AIM OF THE TASK:
Output all of the entries exactly as they are given.

PROVIDED RECORDS:

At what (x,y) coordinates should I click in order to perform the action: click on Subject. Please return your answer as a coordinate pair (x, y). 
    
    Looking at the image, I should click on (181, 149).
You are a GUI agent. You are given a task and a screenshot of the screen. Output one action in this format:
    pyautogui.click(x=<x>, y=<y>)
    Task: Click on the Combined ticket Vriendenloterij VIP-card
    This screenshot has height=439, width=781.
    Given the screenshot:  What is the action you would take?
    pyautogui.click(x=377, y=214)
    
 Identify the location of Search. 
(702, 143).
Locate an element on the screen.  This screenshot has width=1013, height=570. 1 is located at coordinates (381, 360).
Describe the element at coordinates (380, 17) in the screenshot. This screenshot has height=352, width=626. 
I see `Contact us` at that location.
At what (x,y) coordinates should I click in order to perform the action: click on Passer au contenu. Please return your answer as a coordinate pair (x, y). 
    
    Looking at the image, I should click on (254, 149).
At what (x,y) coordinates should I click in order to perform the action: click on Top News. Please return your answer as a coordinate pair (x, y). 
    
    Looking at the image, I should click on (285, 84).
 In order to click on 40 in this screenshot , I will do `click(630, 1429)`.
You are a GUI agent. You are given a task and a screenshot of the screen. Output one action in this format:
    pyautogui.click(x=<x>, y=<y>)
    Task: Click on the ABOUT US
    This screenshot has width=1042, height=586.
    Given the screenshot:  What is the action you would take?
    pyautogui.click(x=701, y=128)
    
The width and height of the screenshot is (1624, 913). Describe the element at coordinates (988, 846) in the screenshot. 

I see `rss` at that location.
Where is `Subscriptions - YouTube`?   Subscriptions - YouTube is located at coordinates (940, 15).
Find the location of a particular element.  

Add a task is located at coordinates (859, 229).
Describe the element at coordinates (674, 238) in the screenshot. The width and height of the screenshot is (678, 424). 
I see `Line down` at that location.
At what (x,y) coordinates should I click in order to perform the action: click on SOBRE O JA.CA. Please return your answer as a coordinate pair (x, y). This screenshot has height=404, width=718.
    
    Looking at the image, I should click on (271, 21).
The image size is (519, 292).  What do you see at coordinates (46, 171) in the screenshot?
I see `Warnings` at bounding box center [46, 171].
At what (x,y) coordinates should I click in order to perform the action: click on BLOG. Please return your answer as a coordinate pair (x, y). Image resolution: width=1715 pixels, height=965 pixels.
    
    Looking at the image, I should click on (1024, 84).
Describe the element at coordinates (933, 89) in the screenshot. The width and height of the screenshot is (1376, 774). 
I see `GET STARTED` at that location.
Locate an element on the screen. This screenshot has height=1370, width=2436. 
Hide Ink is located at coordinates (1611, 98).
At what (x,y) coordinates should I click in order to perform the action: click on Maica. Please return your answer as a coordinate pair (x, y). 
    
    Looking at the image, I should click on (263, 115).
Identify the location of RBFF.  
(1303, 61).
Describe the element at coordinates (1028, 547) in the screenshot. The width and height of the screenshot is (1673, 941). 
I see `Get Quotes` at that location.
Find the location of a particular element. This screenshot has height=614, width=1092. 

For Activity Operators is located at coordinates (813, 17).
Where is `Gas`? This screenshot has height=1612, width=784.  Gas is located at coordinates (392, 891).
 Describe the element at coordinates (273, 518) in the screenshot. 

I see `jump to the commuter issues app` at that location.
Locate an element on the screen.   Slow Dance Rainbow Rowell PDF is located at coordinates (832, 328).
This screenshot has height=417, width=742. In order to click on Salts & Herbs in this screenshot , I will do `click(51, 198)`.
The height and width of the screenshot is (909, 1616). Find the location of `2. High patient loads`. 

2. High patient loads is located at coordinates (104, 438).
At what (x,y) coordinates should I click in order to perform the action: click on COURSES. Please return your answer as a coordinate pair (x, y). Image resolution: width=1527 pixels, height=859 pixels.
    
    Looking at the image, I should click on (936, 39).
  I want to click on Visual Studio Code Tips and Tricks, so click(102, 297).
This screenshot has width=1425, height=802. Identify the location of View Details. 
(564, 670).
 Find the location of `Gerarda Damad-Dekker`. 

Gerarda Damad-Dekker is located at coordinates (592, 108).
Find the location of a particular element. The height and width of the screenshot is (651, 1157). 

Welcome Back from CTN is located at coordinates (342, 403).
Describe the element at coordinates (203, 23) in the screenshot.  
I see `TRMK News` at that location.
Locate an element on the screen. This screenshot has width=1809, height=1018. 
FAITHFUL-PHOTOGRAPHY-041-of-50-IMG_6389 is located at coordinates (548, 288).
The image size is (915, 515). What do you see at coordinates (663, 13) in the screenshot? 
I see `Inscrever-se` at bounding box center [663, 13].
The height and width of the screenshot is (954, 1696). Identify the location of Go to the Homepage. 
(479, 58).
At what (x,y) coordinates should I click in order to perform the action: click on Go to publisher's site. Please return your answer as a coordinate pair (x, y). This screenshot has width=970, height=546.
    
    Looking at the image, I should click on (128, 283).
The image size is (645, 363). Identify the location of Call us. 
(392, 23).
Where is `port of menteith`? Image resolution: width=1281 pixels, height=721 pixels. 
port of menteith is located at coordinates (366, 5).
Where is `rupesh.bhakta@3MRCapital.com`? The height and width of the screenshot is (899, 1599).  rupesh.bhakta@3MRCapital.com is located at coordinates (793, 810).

TASK OUTPUT:
At what (x,y) coordinates should I click in order to perform the action: click on Subject. Please return your answer as a coordinate pair (x, y). 
    
    Looking at the image, I should click on (181, 149).
You are a GUI agent. You are given a task and a screenshot of the screen. Output one action in this format:
    pyautogui.click(x=<x>, y=<y>)
    Task: Click on the Combined ticket Vriendenloterij VIP-card
    This screenshot has height=439, width=781.
    Given the screenshot:  What is the action you would take?
    pyautogui.click(x=377, y=214)
    
 Identify the location of Search. 
(702, 143).
Locate an element on the screen.  This screenshot has width=1013, height=570. 1 is located at coordinates (381, 360).
Describe the element at coordinates (380, 17) in the screenshot. This screenshot has height=352, width=626. 
I see `Contact us` at that location.
At what (x,y) coordinates should I click in order to perform the action: click on Passer au contenu. Please return your answer as a coordinate pair (x, y). 
    
    Looking at the image, I should click on (254, 149).
At what (x,y) coordinates should I click in order to perform the action: click on Top News. Please return your answer as a coordinate pair (x, y). 
    
    Looking at the image, I should click on (285, 84).
 In order to click on 40 in this screenshot , I will do `click(630, 1429)`.
You are a GUI agent. You are given a task and a screenshot of the screen. Output one action in this format:
    pyautogui.click(x=<x>, y=<y>)
    Task: Click on the ABOUT US
    This screenshot has width=1042, height=586.
    Given the screenshot:  What is the action you would take?
    pyautogui.click(x=701, y=128)
    
The width and height of the screenshot is (1624, 913). Describe the element at coordinates (988, 846) in the screenshot. 

I see `rss` at that location.
Where is `Subscriptions - YouTube`?   Subscriptions - YouTube is located at coordinates (940, 15).
Find the location of a particular element.  

Add a task is located at coordinates (859, 229).
Describe the element at coordinates (674, 238) in the screenshot. The width and height of the screenshot is (678, 424). 
I see `Line down` at that location.
At what (x,y) coordinates should I click in order to perform the action: click on SOBRE O JA.CA. Please return your answer as a coordinate pair (x, y). This screenshot has height=404, width=718.
    
    Looking at the image, I should click on (271, 21).
The image size is (519, 292).  What do you see at coordinates (46, 171) in the screenshot?
I see `Warnings` at bounding box center [46, 171].
At what (x,y) coordinates should I click in order to perform the action: click on BLOG. Please return your answer as a coordinate pair (x, y). Image resolution: width=1715 pixels, height=965 pixels.
    
    Looking at the image, I should click on (1024, 84).
Describe the element at coordinates (933, 89) in the screenshot. The width and height of the screenshot is (1376, 774). 
I see `GET STARTED` at that location.
Locate an element on the screen. This screenshot has height=1370, width=2436. 
Hide Ink is located at coordinates (1611, 98).
At what (x,y) coordinates should I click in order to perform the action: click on Maica. Please return your answer as a coordinate pair (x, y). 
    
    Looking at the image, I should click on (263, 115).
Identify the location of RBFF.  
(1303, 61).
Describe the element at coordinates (1028, 547) in the screenshot. The width and height of the screenshot is (1673, 941). 
I see `Get Quotes` at that location.
Find the location of a particular element. This screenshot has height=614, width=1092. 

For Activity Operators is located at coordinates (813, 17).
Where is `Gas`? This screenshot has height=1612, width=784.  Gas is located at coordinates (392, 891).
 Describe the element at coordinates (273, 518) in the screenshot. 

I see `jump to the commuter issues app` at that location.
Locate an element on the screen.   Slow Dance Rainbow Rowell PDF is located at coordinates (832, 328).
This screenshot has height=417, width=742. In order to click on Salts & Herbs in this screenshot , I will do `click(51, 198)`.
The height and width of the screenshot is (909, 1616). Find the location of `2. High patient loads`. 

2. High patient loads is located at coordinates (104, 438).
At what (x,y) coordinates should I click in order to perform the action: click on COURSES. Please return your answer as a coordinate pair (x, y). Image resolution: width=1527 pixels, height=859 pixels.
    
    Looking at the image, I should click on (936, 39).
  I want to click on Visual Studio Code Tips and Tricks, so click(102, 297).
This screenshot has width=1425, height=802. Identify the location of View Details. 
(564, 670).
 Find the location of `Gerarda Damad-Dekker`. 

Gerarda Damad-Dekker is located at coordinates (592, 108).
Find the location of a particular element. The height and width of the screenshot is (651, 1157). 

Welcome Back from CTN is located at coordinates (342, 403).
Describe the element at coordinates (203, 23) in the screenshot.  
I see `TRMK News` at that location.
Locate an element on the screen. This screenshot has width=1809, height=1018. 
FAITHFUL-PHOTOGRAPHY-041-of-50-IMG_6389 is located at coordinates (548, 288).
The image size is (915, 515). What do you see at coordinates (663, 13) in the screenshot? 
I see `Inscrever-se` at bounding box center [663, 13].
The height and width of the screenshot is (954, 1696). Identify the location of Go to the Homepage. 
(479, 58).
At what (x,y) coordinates should I click in order to perform the action: click on Go to publisher's site. Please return your answer as a coordinate pair (x, y). This screenshot has width=970, height=546.
    
    Looking at the image, I should click on (128, 283).
The image size is (645, 363). Identify the location of Call us. 
(392, 23).
Where is `port of menteith`? Image resolution: width=1281 pixels, height=721 pixels. 
port of menteith is located at coordinates (366, 5).
Where is `rupesh.bhakta@3MRCapital.com`? The height and width of the screenshot is (899, 1599).  rupesh.bhakta@3MRCapital.com is located at coordinates (793, 810).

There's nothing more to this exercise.